Press

Trevor Allen's piece soars above festival's other plays

Review by Steven Winn
San Francisco Chronicle
September 12, 2000

It happened at the Morrison Planetarium Sunday night, six hours into a marathon day at the San Francisco Fringe Festival: A piece of real theater broke out. Chain Reactions is just the sort of thing that ought to bloom at this annual festival of risk-taking, noncommercial work -- but so rarely does. This suggestive show about physics, fear and love offers an intelligent, artful sketch of greater things to come. That stands out like an island in a sea of amateur auteurism, campy self-indulgence and earnest confessional monologues.

For 50 minutes at the planetarium, at least, the odds could be forgotten. The audience is in on something in the making here, as writer-director Trevor Allen concocts a suite of beguiling monologues, quartets and one duet for a company of four absorbing voices.
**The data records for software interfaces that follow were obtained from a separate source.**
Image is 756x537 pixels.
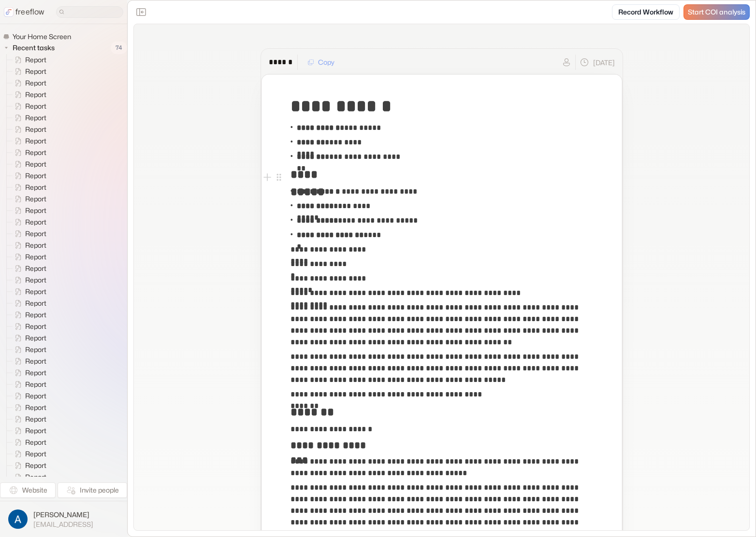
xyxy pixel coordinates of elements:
[4,6,45,18] a: freeflow
[23,182,50,192] span: Report
[7,89,50,100] a: Report
[23,229,50,239] span: Report
[23,241,50,250] span: Report
[23,345,50,355] span: Report
[23,414,50,424] span: Report
[7,135,50,147] a: Report
[23,275,50,285] span: Report
[7,228,50,239] a: Report
[23,252,50,262] span: Report
[7,437,50,448] a: Report
[7,147,50,159] a: Report
[23,194,50,204] span: Report
[23,333,50,343] span: Report
[7,112,50,123] a: Report
[301,54,340,70] button: Copy
[7,239,50,251] a: Report
[16,6,45,18] p: freeflow
[23,125,50,134] span: Report
[7,77,50,89] a: Report
[23,102,50,111] span: Report
[7,298,50,309] a: Report
[111,41,127,54] span: 74
[7,170,50,182] a: Report
[11,32,74,41] span: Your Home Screen
[7,378,50,390] a: Report
[261,172,273,183] button: Add block
[23,264,50,273] span: Report
[23,171,50,180] span: Report
[7,193,50,205] a: Report
[23,218,50,227] span: Report
[7,402,50,414] a: Report
[7,460,50,471] a: Report
[8,509,28,529] img: profile
[23,460,50,471] span: Report
[7,54,50,66] a: Report
[3,42,58,54] button: Recent tasks
[683,4,750,20] a: Start COI analysis
[7,123,50,135] a: Report
[7,355,50,367] a: Report
[7,216,50,228] a: Report
[593,58,615,68] p: [DATE]
[7,414,50,425] a: Report
[7,367,50,378] a: Report
[273,172,284,183] button: Open block menu
[23,403,50,412] span: Report
[23,205,50,216] span: Report
[23,66,50,77] span: Report
[7,251,50,262] a: Report
[33,510,93,519] span: [PERSON_NAME]
[7,182,50,193] a: Report
[612,4,679,20] a: Record Workflow
[7,344,50,355] a: Report
[7,471,50,483] a: Report
[7,309,50,321] a: Report
[23,287,50,296] span: Report
[7,286,50,298] a: Report
[23,148,50,157] span: Report
[7,390,50,402] a: Report
[7,425,50,437] a: Report
[23,310,50,319] span: Report
[23,449,50,459] span: Report
[7,100,50,112] a: Report
[23,113,50,123] span: Report
[6,507,121,531] button: [PERSON_NAME][EMAIL_ADDRESS]
[7,332,50,344] a: Report
[23,136,50,146] span: Report
[23,437,50,447] span: Report
[3,32,75,41] a: Your Home Screen
[7,159,50,170] a: Report
[23,368,50,378] span: Report
[23,357,50,366] span: Report
[7,321,50,332] a: Report
[23,55,50,64] span: Report
[7,275,50,286] a: Report
[687,8,745,16] span: Start COI analysis
[23,321,50,332] span: Report
[7,262,50,275] a: Report
[33,520,93,529] span: [EMAIL_ADDRESS]
[23,426,50,435] span: Report
[7,66,50,77] a: Report
[7,205,50,216] a: Report
[11,43,58,53] span: Recent tasks
[58,483,127,498] button: Invite people
[23,90,50,100] span: Report
[134,4,149,20] button: Close the sidebar
[7,448,50,460] a: Report
[23,78,50,88] span: Report
[23,159,50,169] span: Report
[23,380,50,389] span: Report
[23,298,50,308] span: Report
[23,391,50,401] span: Report
[23,473,50,482] span: Report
The first section, "Synchronicity," begins with a rather dense overture delivered by a physicist (Ellen Koivisto). Then a street bookseller-panhandler (Kieron Edwards) chimes in with his more earthbound philosophy: "A buck for a book," he growls. They're joined by the delightfully crusty Helen Slayton Hughes as a skeptical woman being romanced by a poet in a bar and the becalmed Paul Gerrior as a professor.

The four voices overlap, diverge and fuse in the ensemble's choral interplay. Then Allen takes his verbal fugues apart and lets us hear the voices on their own. The speaker's quirks and unintended connections to other realities wink in and out of view.

The drifting, musical quality of Chain Reactions is enhanced by the setting. Stars float across the planetarium's domed ceiling, studded now and then by photo-illustrations that mark each section like silent epigrams. The amplified voices echo soothingly in the space.

Slayton-Hughes plays Einstein, and Edwards is his wartime nuclear physicist colleague Leo Szilard in the anguished if somewhat stiffer middle section.

Part 3, "The Mistaken Variations," turns the disparate imagery of stoplights, a bachelor's fishbowl, a coma and pregnancy into a ravishing meditation on life's patterns and uncertainties.

Though Chain Reactions benefits from the planetarium's light-speckled sky and spacey acoustics, the show hews to the Fringe Festival's mobile, low-tech principles. The actors work at music stands without props or scenery or even much movement. It's the language and ideas that soar.